WASHINGTON, DC - August 2, 2016 - Adjuvants - ingredients added to vaccinations for influenza and other viruses to help boost their effectiveness - can increase a host's immune response but not enough to protect the obese against the ill effects of the flu, according to a mouse study published this week in mBio®, an online open-access journal of the American Society for Microbiology.
In a series of experiments among lean and obese mice given influenza vaccines with and without the adjuvants alum and AS03 and later exposed to flu, the obese mice consistently succumbed to flu whereas their leaner counterparts stayed healthy.
"Adjuvants increase the antibody responses during vaccination of lean and obese mice to levels considered protective, yet obese mice still succumb to infection," said lead study author Erik Karlsson, PhD, a staff scientist with the infectious diseases department at St. Jude Children's Research Hospital in Memphis, Tenn. "This vulnerability is likely due to a combination of factors including the increased susceptibility of obese animals to develop severe and even lethal disease when infected with even low levels of virus. Our studies highlight the critical public health need to translate these findings and better understand vaccination in the growing obese population."
Nearly 10 percent of the world's adult population and 42 million children under the age of 5 are obese, Karlsson said; in the U.S. alone, severe obesity has been forecasted to increase by 130 percent in the next two decades.
"Our study was conducted in a mouse model so we don't know how this will translate directly to humans," added senior study author Stacey Schultz-Cherry, PhD, full member (professor) in the infectious diseases department at St. Jude. "The immune response in our obese animals is reminiscent of the elderly in that you can increase it but there's something wrong with it. They still aren't protected if they get infected with the virus. We need to focus on understanding why this happens and how to overcome this problem."
During the study, the investigators vaccinated lean and obese mice with the avian influenza A(H7N9) vaccine or with seasonal vaccine against the A/California/04/2009 H1N1 flu strain with or without adjuvants. Both alum and AS03 increased antibody response in lean and obese mice compared to vaccine alone; however, response in the obese animals was about 50 percent less on average. Beyond stimulating a neutralizing antibody response to the head of the spike-shaped influenza hemagglutinin (HA) protein, the vaccines also increased antibodies to the HA stalk, a potential universal influenza vaccine target, as well as the neuraminidase, a second surface protein of the virus.
In additional laboratory tests, the researchers found that vaccinated lean mice generated stronger and broader antibody responses to the influenza H7HA and N9 proteins compared to obese mice. Exposing the mice to influenza virus three weeks after the vaccines, they found that all lean mice were protected from flu and had minimal weight loss. By contrast, all obese mice lost weight and succumbed to flu infection even if they had received the adjuvanted vaccines. The obese mice also had higher viral loads in the lungs three and five days after infection compared to the lean mice; lean mice who received adjuvanted vaccine had nearly undetectable viral loads in the lungs.

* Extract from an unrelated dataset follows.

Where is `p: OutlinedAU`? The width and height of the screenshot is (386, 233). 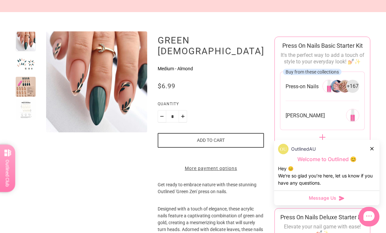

Increasing the vaccine dose by four times to try to better protect against influenza did not protect the obese mice, and obese mice were susceptible to flu infection even when exposed to less virus, indicating that the hypersusceptibility of the obese host to severe disease could be contributing to decreased vaccine effectiveness, Karlsson said.
Researchers may need to look at different vaccine approaches in the obese population, Schultz-Cherry said. But while more studies are needed, "regardless of these results, you need to get a flu vaccine," she said. "Even if you hear on the news that the flu vaccine doesn't match the strains circulating, remember there are three to four different strains in the vaccines, and only one may be a mismatch. Even if the vaccine is not ideal, it's still better than nothing. If you are not vaccinated you are susceptible and can develop severe infection."